The world this wiki

The idea of LLM Wiki applied to a year of the Economist. Have an LLM keep a wiki up-to-date about companies, people & countries while reading through all articles of the economist from Q2 2025 until Q2 2026.

DOsinga/the_world_this_wiki

topics|Labour pains

Gender wage gap

The gap between male and female earnings. The weight of research suggests that, after accounting for the constraints women face from bearing and rearing children, there is little left to explain. Claudia Goldin of Harvard University, who won a Nobel prize in 2023, seemed to settle the debate: motherhood, her work suggested, explains basically all of the wage gap.

A handful of papers published in the mid-2020s, based on Scandinavian health records matched with income data, reignited the debate. Researchers examined women undergoing in vitro fertilisation (IVF)—who clearly wanted children—and compared the long-term wages of those who fell pregnant with those who did not. At first the mothers earned much less, but the gap shrank over time; around 10-15 years later, the mothers even earned a small premium.

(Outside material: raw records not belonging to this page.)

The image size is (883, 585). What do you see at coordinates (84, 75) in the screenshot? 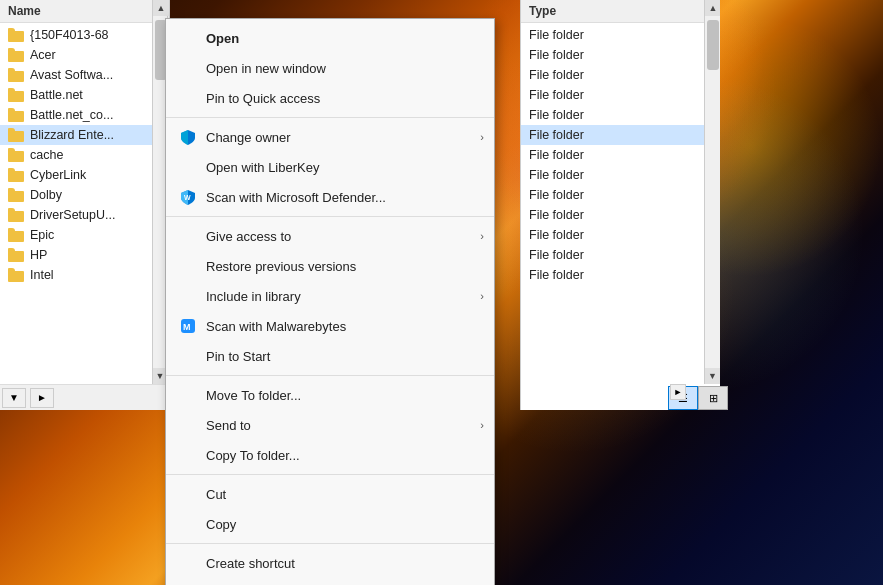
I see `folder-item: Avast Softwa...` at bounding box center [84, 75].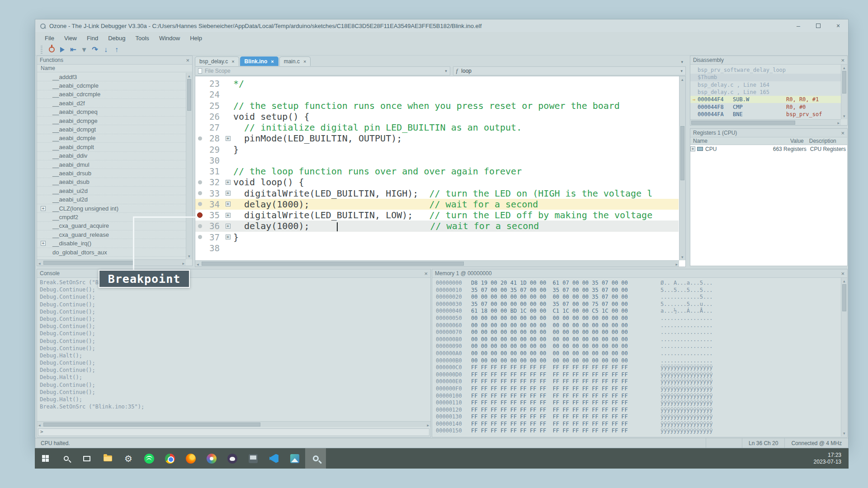 The height and width of the screenshot is (488, 868). I want to click on code-line-36: 36+ delay(1000); // wait for a second, so click(437, 226).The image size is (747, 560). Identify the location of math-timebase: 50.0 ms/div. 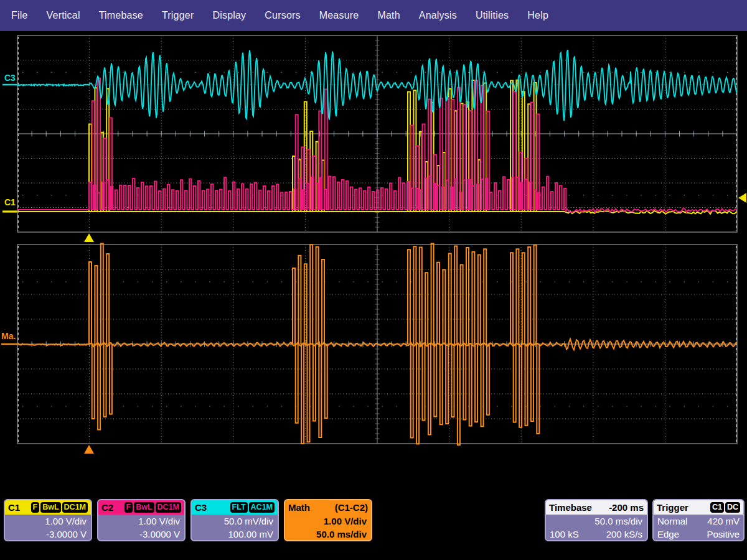
(327, 534).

A study by Camille Landais of the London School of Economics and others exploited a different natural experiment: women with Mayer-Rokitansky-Küster-Hauser (MRKH) syndrome, a rare condition in which a girl is born without a uterus but otherwise develops normally. These women know early in life that they will not bear children, and so may make different investments in their human capital—spending more on education, for instance, knowing they will not step back from their careers. The study found that women with MRKH earn much the same as other women and men in early adulthood. Then, in their 30s and 40s, as the wage gap between men and women opens up, the women with MRKH follow a different path: their wage trajectory is almost identical to that of their male peers. Remove both motherhood and any decisions women might make while anticipating it, and the wage gap seems to vanish.